MESH is an acronym for
MESH: M=Mobile, E=Efficient, S=Subtle, H=Heuristics
MOBILE: Mobile devices and the networks that support them provide the bottom-up, real-time information conduit to supply feedback about a city, its users, and its systems. MIT’s SENSEable City Lab graph of the real-time use of mobile devices in Rome for the 2006 Venice Biennale provides a graphic example of the process.
EFFICIENT: Sustainability achieved through the efficient use of resources. Information that is accurate and definitive allows for effective monitoring and management of energy use, or traffic flows, etc..
SUBTLE: This is the component of MESH Cities critical to the day-to-day use and enjoyment of modern cities. Any system adopted by city managers must not overwhelm city users or seem arbitrary.
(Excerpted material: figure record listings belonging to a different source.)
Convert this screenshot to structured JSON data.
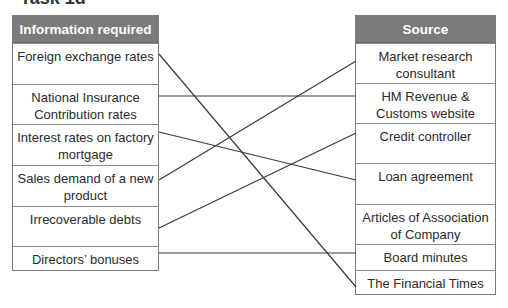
{
  "title": "Task 1d",
  "left": {
    "header": "Information required",
    "items": [
      "Foreign exchange rates",
      "National Insurance Contribution rates",
      "Interest rates on factory mortgage",
      "Sales demand of a new product",
      "Irrecoverable debts",
      "Directors’ bonuses"
    ]
  },
  "right": {
    "header": "Source",
    "items": [
      "Market research consultant",
      "HM Revenue & Customs website",
      "Credit controller",
      "Loan agreement",
      "Articles of Association of Company",
      "Board minutes",
      "The Financial Times"
    ]
  },
  "connections": [
    {
      "from": "Foreign exchange rates",
      "to": "The Financial Times"
    },
    {
      "from": "National Insurance Contribution rates",
      "to": "HM Revenue & Customs website"
    },
    {
      "from": "Interest rates on factory mortgage",
      "to": "Loan agreement"
    },
    {
      "from": "Sales demand of a new product",
      "to": "Market research consultant"
    },
    {
      "from": "Irrecoverable debts",
      "to": "Credit controller"
    },
    {
      "from": "Directors’ bonuses",
      "to": "Board minutes"
    }
  ],
  "colors": {
    "header_bg": "#7b7b7b",
    "line": "#3a3a3a"
  }
}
The more invisible and non-intrusive a system is the better it will serve its goals. For example, the more effective and anticipatory a transit system the less intrusive it is to its riders. Behind that relative invisibility, however, is an interweaving of technologies and algorithms that optimize transit ease-of-use.
HEURISTICS: Heuristics-based continuous improvement is an essential part of the mesh city. It is a self-reflexive process not considered in the normative smart cities discussions. MESH Cities use adaptive, citizen-focused, self-forming networks to learn and inform new design solutions. An example is seen in the exponential speed of city building, especially in emerging economies, where legacy infrastructure does not impede the adoption of new solutions.
The MESH Cities model assumes continuous improvement in keeping with the design heuristics defined by business and design theorists like Roger Martin and Jakob Nielsen.